Character Analysis Lily Bart

 

Lily Bart is a red-haired young woman of great physical beauty. Men are as drawn to her beauty as women are threatened by it. Raised by a mother who taught her the price of everything and the value of nothing and a father who lost and unsuccessfully endeavored to rebuild a family fortune, Lily is told by her mother that it is incumbent upon her to use her beauty in order to marry into wealth.

Lily Bart, for all her faults is a fully realized character. Her inability to manage money is attributed to attitudes she learned from her mother. Her inability to understand men is attributable to the fact that her father was consistently away at work in order to pay for his wife and daughter's extravagances.

When the novel begins, Lily is twenty-nine and still single. She has squandered several promising marriage opportunities, but feels she still can marry a wealthy man. However, she fears that her beauty may be fading along with the bloom of her youth.

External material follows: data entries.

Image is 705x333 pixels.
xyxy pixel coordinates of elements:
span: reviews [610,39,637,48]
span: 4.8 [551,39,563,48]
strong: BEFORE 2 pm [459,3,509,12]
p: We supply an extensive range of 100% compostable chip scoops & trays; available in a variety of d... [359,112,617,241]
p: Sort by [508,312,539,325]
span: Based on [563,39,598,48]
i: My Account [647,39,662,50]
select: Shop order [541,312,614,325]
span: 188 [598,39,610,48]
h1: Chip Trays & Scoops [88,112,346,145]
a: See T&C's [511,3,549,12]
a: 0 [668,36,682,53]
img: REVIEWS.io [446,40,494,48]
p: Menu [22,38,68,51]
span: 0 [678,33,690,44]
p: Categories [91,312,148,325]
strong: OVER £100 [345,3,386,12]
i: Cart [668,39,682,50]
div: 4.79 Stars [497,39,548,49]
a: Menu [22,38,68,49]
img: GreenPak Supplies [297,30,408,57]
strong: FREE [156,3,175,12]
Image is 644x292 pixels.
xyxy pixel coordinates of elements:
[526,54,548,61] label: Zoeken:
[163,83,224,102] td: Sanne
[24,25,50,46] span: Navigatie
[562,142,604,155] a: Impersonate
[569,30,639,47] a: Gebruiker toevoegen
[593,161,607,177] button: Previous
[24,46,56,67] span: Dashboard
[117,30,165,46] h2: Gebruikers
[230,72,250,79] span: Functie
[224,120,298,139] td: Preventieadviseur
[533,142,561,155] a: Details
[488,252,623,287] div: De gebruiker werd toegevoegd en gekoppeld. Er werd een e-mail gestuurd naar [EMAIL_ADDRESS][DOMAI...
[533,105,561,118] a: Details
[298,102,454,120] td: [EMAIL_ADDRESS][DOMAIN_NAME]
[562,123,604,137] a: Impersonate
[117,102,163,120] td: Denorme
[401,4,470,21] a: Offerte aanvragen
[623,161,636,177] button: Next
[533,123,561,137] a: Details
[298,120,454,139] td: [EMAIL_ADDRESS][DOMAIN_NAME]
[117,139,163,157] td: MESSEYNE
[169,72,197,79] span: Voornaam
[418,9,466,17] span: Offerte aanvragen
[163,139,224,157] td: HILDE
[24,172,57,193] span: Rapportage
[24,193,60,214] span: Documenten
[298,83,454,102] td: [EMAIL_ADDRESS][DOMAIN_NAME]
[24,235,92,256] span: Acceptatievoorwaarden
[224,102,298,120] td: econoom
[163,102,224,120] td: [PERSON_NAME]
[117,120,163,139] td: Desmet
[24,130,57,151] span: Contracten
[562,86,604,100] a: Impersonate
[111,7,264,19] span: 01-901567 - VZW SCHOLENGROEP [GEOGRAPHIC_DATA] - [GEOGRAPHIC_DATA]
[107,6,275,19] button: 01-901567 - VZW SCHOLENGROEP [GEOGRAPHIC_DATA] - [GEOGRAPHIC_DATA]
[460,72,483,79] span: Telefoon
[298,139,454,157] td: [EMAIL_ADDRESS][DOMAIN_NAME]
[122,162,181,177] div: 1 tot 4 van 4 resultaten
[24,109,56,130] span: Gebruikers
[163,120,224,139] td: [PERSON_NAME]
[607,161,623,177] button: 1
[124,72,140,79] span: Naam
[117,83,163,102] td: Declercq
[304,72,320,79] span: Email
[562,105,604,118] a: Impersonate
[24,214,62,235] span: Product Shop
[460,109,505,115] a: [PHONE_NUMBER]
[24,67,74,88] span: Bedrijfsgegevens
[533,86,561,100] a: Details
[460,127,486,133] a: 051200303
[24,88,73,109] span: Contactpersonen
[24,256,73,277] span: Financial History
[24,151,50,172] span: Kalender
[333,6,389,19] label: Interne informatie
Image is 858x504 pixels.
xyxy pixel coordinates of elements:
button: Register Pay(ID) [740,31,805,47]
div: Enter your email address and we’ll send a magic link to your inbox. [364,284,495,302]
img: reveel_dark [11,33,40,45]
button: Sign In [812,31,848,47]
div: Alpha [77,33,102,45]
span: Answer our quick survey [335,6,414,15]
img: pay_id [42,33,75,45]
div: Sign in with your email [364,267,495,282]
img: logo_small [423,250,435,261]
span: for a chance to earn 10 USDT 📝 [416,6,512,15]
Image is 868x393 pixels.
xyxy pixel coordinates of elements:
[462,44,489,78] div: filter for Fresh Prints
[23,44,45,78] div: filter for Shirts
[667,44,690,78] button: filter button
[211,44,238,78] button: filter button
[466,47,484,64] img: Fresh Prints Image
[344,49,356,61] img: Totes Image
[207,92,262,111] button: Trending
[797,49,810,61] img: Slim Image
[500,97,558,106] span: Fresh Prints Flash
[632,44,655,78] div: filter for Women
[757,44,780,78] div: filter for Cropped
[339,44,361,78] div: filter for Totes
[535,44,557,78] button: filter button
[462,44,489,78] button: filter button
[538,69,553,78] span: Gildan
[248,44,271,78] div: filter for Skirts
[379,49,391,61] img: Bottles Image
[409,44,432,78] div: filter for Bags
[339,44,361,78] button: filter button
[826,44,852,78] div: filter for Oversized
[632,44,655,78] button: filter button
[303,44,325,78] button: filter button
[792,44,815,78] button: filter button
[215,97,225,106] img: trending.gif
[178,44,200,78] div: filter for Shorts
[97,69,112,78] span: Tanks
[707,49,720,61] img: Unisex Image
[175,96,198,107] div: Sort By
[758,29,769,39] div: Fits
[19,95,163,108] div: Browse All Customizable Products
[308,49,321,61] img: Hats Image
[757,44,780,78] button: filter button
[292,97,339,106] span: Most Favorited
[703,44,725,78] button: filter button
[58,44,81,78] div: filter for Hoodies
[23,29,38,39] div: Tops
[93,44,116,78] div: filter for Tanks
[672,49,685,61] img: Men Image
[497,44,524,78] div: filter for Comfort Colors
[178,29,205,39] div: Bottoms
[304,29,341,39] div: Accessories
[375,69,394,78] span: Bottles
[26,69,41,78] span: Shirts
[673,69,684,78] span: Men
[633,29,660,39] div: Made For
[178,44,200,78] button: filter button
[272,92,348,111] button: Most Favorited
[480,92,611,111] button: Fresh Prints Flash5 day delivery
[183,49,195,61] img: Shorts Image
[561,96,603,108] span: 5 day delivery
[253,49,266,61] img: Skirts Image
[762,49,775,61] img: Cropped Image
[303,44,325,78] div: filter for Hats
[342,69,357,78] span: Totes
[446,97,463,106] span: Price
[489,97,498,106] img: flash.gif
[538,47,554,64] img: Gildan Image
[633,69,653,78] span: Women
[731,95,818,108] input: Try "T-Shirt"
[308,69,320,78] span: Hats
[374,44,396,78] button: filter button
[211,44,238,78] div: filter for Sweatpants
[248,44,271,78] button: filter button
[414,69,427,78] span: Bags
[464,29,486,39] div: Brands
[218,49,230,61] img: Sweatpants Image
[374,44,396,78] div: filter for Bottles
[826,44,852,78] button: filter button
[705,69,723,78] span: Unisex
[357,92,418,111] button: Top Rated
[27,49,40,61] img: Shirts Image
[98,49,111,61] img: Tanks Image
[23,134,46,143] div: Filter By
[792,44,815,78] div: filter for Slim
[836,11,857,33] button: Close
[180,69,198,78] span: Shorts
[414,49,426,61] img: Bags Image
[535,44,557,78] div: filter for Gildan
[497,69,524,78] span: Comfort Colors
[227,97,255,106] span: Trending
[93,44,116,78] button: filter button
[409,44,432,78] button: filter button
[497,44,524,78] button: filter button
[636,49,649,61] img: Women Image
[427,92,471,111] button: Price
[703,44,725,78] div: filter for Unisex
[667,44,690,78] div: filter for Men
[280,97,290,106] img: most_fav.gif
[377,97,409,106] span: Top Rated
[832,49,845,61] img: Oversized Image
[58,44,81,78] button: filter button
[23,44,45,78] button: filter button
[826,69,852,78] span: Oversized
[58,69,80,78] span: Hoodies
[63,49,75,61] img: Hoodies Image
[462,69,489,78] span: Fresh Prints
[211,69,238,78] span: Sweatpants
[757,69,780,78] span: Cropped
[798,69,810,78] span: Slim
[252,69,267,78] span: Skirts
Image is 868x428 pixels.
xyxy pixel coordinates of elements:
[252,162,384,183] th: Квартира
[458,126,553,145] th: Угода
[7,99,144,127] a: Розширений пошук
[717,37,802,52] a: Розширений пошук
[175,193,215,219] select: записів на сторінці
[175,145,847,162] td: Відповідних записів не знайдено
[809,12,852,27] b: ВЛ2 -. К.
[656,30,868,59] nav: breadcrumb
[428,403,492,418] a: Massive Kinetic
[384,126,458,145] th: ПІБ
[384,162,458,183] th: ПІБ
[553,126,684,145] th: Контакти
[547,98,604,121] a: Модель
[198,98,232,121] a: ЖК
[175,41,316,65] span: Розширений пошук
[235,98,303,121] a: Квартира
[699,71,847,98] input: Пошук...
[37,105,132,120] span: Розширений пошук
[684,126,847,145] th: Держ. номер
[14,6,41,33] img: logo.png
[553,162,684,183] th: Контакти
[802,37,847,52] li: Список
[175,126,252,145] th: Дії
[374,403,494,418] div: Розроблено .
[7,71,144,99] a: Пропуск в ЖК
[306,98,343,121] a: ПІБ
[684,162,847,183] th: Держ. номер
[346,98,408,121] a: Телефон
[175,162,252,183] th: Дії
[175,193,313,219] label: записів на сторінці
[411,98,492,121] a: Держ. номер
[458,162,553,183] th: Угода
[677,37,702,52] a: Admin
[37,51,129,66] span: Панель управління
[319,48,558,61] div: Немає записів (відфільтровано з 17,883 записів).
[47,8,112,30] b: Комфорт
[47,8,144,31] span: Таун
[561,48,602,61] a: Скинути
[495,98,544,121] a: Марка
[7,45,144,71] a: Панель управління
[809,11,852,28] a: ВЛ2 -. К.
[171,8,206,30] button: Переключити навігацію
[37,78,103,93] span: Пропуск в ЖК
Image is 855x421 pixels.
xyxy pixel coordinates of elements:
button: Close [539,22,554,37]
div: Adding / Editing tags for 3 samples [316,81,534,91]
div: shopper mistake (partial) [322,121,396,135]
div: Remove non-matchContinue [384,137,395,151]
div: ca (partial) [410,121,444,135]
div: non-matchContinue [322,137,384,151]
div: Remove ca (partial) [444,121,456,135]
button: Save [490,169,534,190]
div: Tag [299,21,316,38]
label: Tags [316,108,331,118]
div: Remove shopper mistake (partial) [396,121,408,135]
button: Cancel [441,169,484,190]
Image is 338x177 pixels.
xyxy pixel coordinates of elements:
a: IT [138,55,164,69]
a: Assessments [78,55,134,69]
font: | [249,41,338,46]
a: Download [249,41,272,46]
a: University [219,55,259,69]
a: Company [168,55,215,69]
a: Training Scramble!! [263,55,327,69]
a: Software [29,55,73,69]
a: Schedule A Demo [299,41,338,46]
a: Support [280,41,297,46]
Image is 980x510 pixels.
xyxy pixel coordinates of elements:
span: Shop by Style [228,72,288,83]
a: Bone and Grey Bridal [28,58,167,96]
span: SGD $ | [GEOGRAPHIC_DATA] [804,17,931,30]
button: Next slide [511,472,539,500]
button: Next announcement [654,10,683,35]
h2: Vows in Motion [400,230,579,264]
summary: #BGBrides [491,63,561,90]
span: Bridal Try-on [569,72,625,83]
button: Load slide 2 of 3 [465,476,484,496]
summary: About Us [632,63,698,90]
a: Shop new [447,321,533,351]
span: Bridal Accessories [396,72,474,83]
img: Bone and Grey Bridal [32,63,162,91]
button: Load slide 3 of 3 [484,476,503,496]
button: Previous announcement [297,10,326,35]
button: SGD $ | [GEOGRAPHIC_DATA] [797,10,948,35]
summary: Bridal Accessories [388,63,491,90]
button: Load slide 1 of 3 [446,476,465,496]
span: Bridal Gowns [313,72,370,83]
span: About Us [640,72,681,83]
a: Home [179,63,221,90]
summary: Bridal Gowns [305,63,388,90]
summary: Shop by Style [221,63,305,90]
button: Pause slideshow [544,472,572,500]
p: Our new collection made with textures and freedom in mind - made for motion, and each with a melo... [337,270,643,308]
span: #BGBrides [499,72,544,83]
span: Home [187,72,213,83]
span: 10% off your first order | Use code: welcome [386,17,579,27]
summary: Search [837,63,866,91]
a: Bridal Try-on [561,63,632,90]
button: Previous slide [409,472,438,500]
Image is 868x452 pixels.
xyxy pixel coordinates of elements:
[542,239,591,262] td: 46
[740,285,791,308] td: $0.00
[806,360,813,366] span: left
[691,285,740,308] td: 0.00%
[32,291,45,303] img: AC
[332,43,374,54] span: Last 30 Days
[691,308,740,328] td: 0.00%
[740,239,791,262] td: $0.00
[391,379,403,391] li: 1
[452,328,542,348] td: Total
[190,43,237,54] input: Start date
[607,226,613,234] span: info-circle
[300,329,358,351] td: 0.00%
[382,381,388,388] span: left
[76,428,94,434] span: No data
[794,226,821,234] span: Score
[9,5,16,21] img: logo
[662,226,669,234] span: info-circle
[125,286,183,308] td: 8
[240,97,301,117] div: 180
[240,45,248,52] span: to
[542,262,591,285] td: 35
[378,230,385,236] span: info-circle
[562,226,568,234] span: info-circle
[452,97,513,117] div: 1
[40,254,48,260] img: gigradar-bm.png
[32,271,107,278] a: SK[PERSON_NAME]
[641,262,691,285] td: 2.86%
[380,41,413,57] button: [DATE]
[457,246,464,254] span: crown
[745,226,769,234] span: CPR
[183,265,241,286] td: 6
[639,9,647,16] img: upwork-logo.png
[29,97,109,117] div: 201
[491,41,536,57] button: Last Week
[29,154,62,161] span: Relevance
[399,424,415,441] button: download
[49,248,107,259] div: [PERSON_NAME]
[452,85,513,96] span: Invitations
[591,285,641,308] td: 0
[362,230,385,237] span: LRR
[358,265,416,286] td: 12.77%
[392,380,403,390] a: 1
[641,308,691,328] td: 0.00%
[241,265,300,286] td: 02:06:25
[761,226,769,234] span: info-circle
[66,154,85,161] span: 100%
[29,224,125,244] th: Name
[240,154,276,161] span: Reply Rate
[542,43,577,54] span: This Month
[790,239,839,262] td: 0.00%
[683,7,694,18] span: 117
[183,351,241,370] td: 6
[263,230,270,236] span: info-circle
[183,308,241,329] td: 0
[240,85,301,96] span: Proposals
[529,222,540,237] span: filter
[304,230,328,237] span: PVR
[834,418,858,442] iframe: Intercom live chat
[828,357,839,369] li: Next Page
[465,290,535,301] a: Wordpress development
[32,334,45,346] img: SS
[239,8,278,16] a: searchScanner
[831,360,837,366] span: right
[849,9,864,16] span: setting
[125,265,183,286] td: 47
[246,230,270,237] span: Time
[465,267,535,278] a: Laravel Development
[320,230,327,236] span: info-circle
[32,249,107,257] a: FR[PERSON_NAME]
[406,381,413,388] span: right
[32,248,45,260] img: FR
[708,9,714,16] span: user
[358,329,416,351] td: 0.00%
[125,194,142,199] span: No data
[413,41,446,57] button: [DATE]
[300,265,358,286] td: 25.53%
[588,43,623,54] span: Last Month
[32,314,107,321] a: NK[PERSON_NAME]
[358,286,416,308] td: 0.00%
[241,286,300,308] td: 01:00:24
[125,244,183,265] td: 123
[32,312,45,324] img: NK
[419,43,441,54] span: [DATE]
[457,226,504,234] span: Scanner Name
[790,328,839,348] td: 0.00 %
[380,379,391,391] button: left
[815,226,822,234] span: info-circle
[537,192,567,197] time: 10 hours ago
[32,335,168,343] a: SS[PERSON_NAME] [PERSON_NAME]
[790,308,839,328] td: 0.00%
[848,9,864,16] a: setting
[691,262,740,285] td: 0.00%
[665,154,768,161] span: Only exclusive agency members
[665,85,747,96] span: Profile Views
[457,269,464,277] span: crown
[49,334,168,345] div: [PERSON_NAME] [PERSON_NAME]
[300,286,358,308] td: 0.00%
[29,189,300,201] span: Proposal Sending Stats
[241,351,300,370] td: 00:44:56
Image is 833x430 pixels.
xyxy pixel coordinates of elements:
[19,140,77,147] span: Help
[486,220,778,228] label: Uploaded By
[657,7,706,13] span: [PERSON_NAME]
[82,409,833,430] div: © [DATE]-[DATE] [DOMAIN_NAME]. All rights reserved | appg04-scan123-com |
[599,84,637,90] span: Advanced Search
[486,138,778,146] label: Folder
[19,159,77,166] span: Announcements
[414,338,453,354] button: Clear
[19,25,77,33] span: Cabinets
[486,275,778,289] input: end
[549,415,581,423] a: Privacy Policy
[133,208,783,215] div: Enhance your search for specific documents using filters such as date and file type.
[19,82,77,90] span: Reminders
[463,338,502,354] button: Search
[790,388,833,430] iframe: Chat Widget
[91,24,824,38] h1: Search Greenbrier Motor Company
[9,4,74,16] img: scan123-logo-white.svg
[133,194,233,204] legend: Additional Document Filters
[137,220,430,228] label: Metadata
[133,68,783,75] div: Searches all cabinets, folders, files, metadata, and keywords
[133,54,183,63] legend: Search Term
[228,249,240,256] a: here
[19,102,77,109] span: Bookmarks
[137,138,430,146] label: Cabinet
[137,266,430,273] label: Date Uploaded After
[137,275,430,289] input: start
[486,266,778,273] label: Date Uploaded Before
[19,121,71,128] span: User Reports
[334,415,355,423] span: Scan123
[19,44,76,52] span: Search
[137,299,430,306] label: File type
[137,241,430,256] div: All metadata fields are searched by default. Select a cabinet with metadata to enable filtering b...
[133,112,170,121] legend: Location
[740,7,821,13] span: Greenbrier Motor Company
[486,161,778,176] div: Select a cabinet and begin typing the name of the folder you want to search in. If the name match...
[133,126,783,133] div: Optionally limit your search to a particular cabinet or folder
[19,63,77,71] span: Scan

At the beginning of The House of Mirth, Wharton depicts Lily as a shallow young woman. Despite Lily's frivolous and shallow nature at the novel's beginning, throughout the novel she displays the desire to act in an ethical fashion. While at first participating in charitable acts in order to feel good about herself (much like Mrs. Peniston — see below), she is eventually confronted with the positive results of her charity. She refuses the sexual advances of Gus Trenor, even though such an acceptance would render her bill paid in full. She declines to verbally defend herself against Bertha Dorset's accusations, believing that such a defense would only dignify Bertha's charges. Finally, she refuses to blackmail Bertha, an act that easily could have resolved all her financial problems.